7/6/2020
As Divisions Threaten America, The Pressure To Cancel Presidents Is Dangerous
Breaking Newstags: presidential history, historical memory, monuments
Princeton University has decided to remove former President Woodrow Wilson’s name from its school of Public and International Affairs, citing his “racist thinking and policies.” Looking solely through the lens of race relations, the case against Wilson is clear. In his 1912 run for the White House, Wilson would warm up the crowds with racial jokes that today would be unprintable.
And while lately expressions like “systemic racism” and “white supremacy” have been thrown around quite liberally, the Wilson administration provides literal examples of these concepts enacted as government policy.
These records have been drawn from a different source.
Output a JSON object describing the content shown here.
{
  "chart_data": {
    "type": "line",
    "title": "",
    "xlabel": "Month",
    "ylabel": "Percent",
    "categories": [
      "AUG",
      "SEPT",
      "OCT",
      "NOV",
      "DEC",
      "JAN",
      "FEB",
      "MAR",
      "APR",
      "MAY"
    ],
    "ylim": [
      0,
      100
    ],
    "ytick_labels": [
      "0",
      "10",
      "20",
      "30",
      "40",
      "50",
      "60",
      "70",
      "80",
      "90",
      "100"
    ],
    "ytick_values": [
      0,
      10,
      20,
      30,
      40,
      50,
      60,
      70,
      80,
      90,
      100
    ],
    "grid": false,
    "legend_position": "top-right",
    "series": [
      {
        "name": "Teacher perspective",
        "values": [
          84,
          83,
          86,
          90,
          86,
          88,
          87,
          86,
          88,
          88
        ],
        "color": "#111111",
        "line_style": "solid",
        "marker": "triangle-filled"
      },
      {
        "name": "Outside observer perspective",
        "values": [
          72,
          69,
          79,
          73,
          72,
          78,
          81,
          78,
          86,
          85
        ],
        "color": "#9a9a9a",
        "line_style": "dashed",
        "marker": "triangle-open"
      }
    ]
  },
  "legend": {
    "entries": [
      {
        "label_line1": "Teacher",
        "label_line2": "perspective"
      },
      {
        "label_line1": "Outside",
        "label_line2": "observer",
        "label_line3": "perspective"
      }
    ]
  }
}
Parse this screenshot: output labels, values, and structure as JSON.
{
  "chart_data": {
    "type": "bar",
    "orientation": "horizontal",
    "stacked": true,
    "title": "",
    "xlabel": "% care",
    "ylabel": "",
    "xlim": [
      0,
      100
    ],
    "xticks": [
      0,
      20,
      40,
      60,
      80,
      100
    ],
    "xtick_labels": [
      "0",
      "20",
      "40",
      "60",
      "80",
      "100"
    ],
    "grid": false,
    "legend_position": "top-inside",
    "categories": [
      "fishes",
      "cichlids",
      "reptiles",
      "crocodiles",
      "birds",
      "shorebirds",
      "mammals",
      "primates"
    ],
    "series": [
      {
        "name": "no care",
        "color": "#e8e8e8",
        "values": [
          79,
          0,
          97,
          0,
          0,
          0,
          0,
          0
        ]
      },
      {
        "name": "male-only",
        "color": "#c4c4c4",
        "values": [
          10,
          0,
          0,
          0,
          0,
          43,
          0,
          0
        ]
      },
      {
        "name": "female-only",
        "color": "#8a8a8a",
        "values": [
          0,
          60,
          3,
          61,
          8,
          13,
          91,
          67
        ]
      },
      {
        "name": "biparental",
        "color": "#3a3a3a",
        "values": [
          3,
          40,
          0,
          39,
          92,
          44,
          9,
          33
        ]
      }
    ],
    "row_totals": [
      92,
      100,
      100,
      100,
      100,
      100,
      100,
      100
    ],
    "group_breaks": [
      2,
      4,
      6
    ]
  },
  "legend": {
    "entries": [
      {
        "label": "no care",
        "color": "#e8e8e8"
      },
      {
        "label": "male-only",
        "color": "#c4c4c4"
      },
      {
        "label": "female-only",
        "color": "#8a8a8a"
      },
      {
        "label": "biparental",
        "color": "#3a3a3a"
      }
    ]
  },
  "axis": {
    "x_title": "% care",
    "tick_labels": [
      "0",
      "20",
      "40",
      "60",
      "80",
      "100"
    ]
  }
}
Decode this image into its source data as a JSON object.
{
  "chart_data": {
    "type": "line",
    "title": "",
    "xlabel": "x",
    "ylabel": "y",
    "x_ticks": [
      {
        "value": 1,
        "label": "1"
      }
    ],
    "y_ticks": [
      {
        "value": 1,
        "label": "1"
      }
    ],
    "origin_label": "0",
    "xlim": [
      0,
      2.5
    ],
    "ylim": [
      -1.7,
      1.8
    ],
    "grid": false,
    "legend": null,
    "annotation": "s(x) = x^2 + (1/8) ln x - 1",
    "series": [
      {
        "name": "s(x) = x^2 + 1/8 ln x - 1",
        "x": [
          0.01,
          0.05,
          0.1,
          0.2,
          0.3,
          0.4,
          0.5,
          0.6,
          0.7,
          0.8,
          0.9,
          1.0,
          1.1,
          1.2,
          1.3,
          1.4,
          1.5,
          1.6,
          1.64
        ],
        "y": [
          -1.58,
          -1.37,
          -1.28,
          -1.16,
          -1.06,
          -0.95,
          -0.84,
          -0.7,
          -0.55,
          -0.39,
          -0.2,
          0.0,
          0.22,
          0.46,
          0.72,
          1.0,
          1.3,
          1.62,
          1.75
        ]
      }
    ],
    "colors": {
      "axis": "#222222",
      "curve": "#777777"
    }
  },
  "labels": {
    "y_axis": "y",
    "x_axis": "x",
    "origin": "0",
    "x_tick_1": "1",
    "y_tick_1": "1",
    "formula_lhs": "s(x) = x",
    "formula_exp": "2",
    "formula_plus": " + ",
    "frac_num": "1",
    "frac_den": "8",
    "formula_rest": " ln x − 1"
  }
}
Gazing back across the long century since Wilson was in office shows the progress we have made as a country.
Wilson is not alone in being erased. Monuments to the once sacrosanct George Washington have been vandalized. Thomas Jefferson and Andrew Jackson statues are also under siege, and the venerable Democratic tradition of the Jefferson-Jackson Day dinner has been abandoned because neither party founder meets contemporary muster. The first two Republican presidents, Abraham Lincoln and Ulysses S. Grant, are also facing censure and calls from radicals to have their monuments taken down. The fact that between them Lincoln and Grant defeated the Confederacy, ended slavery, and enforced the anti-slavery amendments to the Constitution seems inconsequential to the woke mob.
It is ironic that statues are the most visible targets of radical ire since they are idealized visions of flawed people. Looking at past presidents, how far do we go in demanding they live up to a statuesque level of perfection?
Franklin D. Roosevelt has been conspicuously unscathed in the recent round of iconoclasm, but his record on race is hardly commendable. The same people who castigated President Donald Trump for allegedly putting immigrant children in cages ought to be incensed over FDR’s internment of 120,000 Japanese during World War II, most of whom were American citizens. He also blocked Jewish refugees fleeing Nazi Germany, kept the armed forces segregated, and praised Confederate General Robert E. Lee as “one of our greatest American Christians and one of our greatest American gentlemen.”